7.7.3 The dfdl:setVariable Statement Annotation Element

Variable instances get their values either by default, by external definition, or by subsequent assignment using the dfdl:setVariable statement annotation.

<dfdl:setVariable
ref = QName
value? = logical value or dfdl expression >
<!-- Contains: logical value or dfdl expression (value) -->
</dfdl:setVariable>

The dfdl:setVariable annotation can be used on a simpleType, group reference, sequence or choice. It may be used on an element or element reference only if the element is of simple type. It is a Schema Definition Error if dfdl:setVariable appears on an element of complex type, or an element reference to an element of complex type. This restriction is because the dfdl:setVariable expression cannot look forward/downward into the children of the complex type, as that would be a forward reference to data that has not been parsed. Simple type elements are allowed so that the expression "." (self value) can be used to obtain the value of the current simple element and assign it to a variable instance.

The ref property is a QName. That is, it may be qualified with a namespace prefix.

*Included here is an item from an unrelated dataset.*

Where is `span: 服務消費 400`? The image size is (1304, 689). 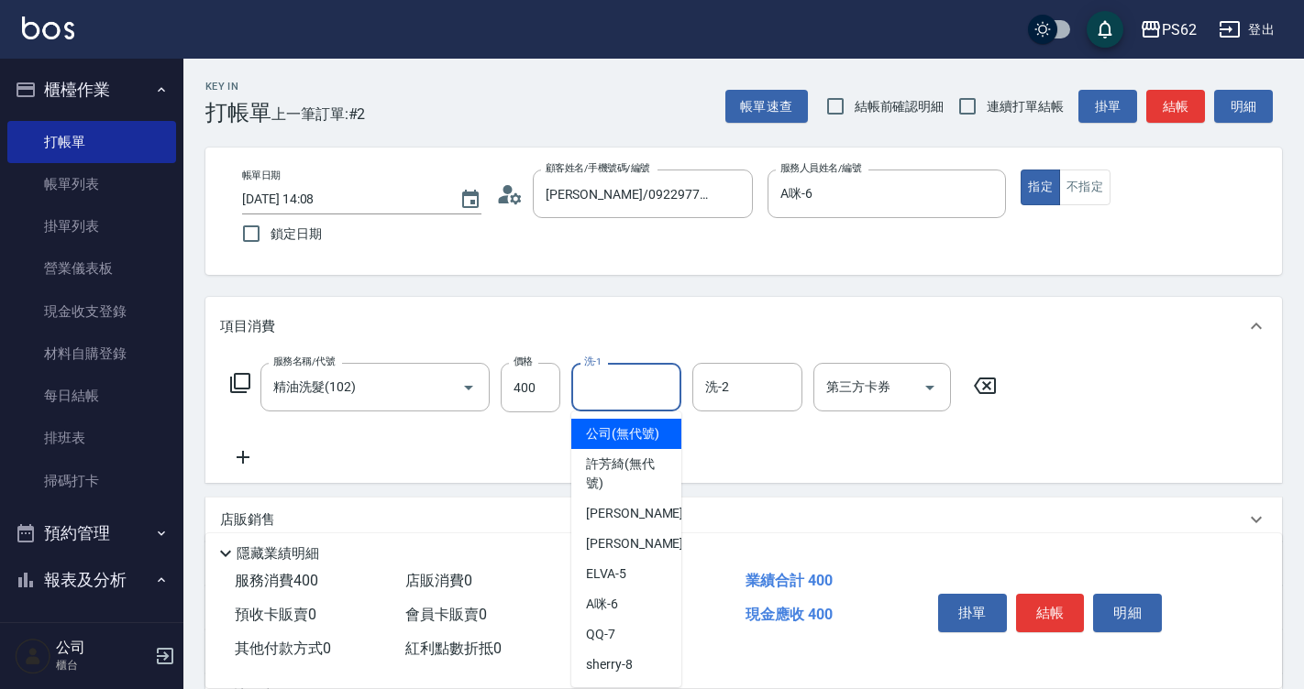 span: 服務消費 400 is located at coordinates (276, 580).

The syntax supports both a value attribute and the 'value' being specified by the element value. Only one or the other may be present (otherwise it is a Schema Definition Error). To set the value to "" (empty string), the value attribute syntax must be used, or the expression { "" } must be used as the element value.

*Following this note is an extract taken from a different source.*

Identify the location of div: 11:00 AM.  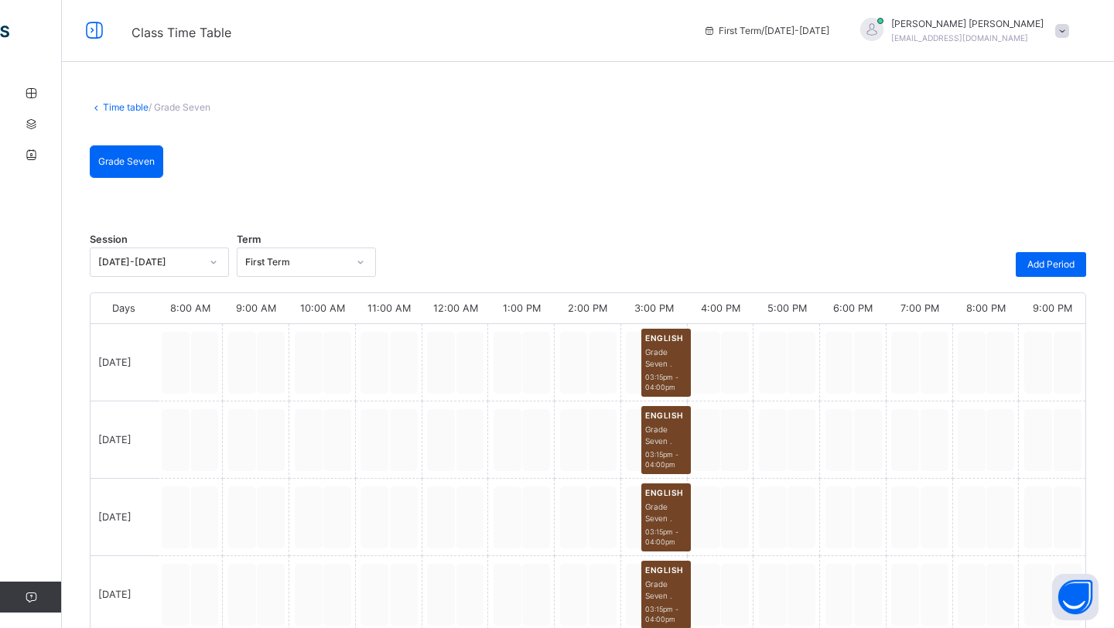
(389, 308).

The value must match the type of the variable as specified by dfdl:defineVariable.

A dfdl:setVariable value expression may refer to the value of this element using a relative path value ".". Use of relative path expressions is recommended wherever possible as this will allow the behavior of the parser to be more effectively scoped. However, this practice is not enforced and there may be situations in which use of an absolute path is in fact necessary.

The expression must not contain forward references to elements which have not yet been processed.

In normal processing, the value of an instance can only be set once using dfdl:setVariable. Attempting to set the value of the variable instance for a second time is a Schema Definition Error. In addition, if a reference to the variable's value has already occurred and returned a default or an externally supplied value, then no assignment (even a first one) can occur. An exception to this behavior occurs whenever the DFDL processor backtracks because it is processing multiple branches of a choice or as a result of speculative parsing. In this case the variable state is also rewound.

A dfdl:setVariable will override any default value specified on either dfdl:defineVariable or dfdl:newVariableInstance, or externally.

The resolved set of annotations for an annotation point may contain multiple dfdl:setVariable statements. They must all be for unique variables (different name and/or namespace) and it is a Schema Definition Error otherwise. The order of execution is specified in Section 9.6 Evaluation Order for Statement Annotations.

There is no short form syntax for variable assignment.

7.7.3.1 Examples

<xs:element name="ds" type="xs:string"> <xs:annotation>< xs:appinfo source="http://www.ogf.org/dfdl/"> <dfdl:setVariable ref="EDI:EDIFACT_DS" value="{.}" /> <dfdl:setVariable ref="delta"> {.} </dfdl:setVariable> </xs:appinfo></xs:annotation> </xs:element>

In the above example, the element named "ds" contains the string to be used as the EDI:EDIFACT_DS delimiter at other places in the data, so the above defines the value of the EDI:EDIFACT_DS variable to take on the value of this element. The variable delta is also being assigned the same value.